The “Diabetes Belt” Shows Concentration Of Disease In U.S. South

There is such a thing called the “Diabetes Belt,” according to the Centers for Disease Control. The gigantic swath of the southeastern portion of the U.S. starts at the southeastern coast, and runs through Tennessee and Kentucky and stops just at the borders of Texas and north into Oklahoma.

The CDC gave some statistics of rates of diabetes and obesity that are pretty alarming. In the Appalachian region of Kentucky, Tennessee and West Virginia, 81% of the counties have high rates; 77% in the Alabama, Georgia, Louisiana, Mississippi and South Carolina; also some tribal lands in the West and Northern Plains have high rates of obesity and diabetes.

The Los Angeles Times also reported on a study in the American Journal of Preventive Medicine that showed Native Americans in the western part of the country, specifically: Arizona, New Mexico, Montana, Nevada and Washington, also suffered from high rates of the disease. The paper reported:

By no coincidence, there is considerable overlap among these three belts. Much of its is simple demographics: Ethnicity and age are key factors in a person’s risk of developing diabetes. African Americans, who are clustered densely inside the diabetes belt, appear to be predisposed to diabetes and metabolic disturbances, as are American Indians, who largely account for pockets of diabetes scattered throughout the Western states. (Curiously, although Latino descent is considered a risk factor for type-2 diabetes, the map shows little overlap between Latino population clusters and places where the incidence of diabetes is very high.)

But behavior matters too. Two “modifiable risk factors” for diabetes — obesity and sedentary behavior — account for 30% of the difference between counties with a normal or near-normal rate of type-2 diabetes (8.5% of adults) and those with an unusually high rates of diabetes (where roughly 11.7% of adults suffer from the disease). Public health officials should consider “culturally appropriate interventions to decrease obesity and sedentary lifestyle” in the counties of the diabetes belt, the authors urged.

I’d like to also point out that these areas include places that are mostly poor. What’s in the cheap food like soda and chips that we eat? Salt, corn syrup, sugar, preservatives, little fiber and little nutrition. The underlying issue here is poverty; in the U.S., unlike other countries, poor people get fat off the horrible cheap foods available while rich people can eat organic tomatoes. The sad contradiction here is that the U.S. government recommends healthy guidelines for our diets, while not regulating the garbage food manufacturers put into their food.

Which means, of course, it’s up to us to take care of our health.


TO DO: Below are records; count the lines that contain "edge" and state only that count.

DATA LISTING:
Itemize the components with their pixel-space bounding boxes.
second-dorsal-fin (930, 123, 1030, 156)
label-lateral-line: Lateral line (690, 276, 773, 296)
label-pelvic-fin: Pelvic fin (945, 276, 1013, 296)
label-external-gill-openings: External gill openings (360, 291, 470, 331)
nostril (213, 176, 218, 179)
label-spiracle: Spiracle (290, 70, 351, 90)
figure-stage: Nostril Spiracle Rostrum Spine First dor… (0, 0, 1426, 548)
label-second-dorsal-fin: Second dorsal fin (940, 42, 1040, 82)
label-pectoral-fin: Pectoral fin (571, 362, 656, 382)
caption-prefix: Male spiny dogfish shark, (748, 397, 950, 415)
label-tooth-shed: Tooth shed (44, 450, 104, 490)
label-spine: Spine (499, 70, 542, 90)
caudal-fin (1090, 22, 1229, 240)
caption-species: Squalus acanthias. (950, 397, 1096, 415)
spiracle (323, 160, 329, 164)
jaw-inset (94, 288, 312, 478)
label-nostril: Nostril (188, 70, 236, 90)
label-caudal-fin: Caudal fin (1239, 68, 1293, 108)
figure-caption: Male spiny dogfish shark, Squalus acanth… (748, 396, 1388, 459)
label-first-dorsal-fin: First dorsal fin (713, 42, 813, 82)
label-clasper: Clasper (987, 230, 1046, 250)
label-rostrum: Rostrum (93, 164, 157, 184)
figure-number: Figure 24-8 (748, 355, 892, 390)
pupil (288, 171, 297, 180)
--
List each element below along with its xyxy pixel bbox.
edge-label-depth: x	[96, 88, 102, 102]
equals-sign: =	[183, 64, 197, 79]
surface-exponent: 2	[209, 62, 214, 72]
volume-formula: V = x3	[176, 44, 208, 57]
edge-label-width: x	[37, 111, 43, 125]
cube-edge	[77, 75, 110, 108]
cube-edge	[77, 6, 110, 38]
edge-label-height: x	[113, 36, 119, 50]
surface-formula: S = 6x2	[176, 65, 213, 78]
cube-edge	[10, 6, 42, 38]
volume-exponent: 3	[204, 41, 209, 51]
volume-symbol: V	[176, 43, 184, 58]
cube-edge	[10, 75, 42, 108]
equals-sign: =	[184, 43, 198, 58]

EXERCISE RESULT: 7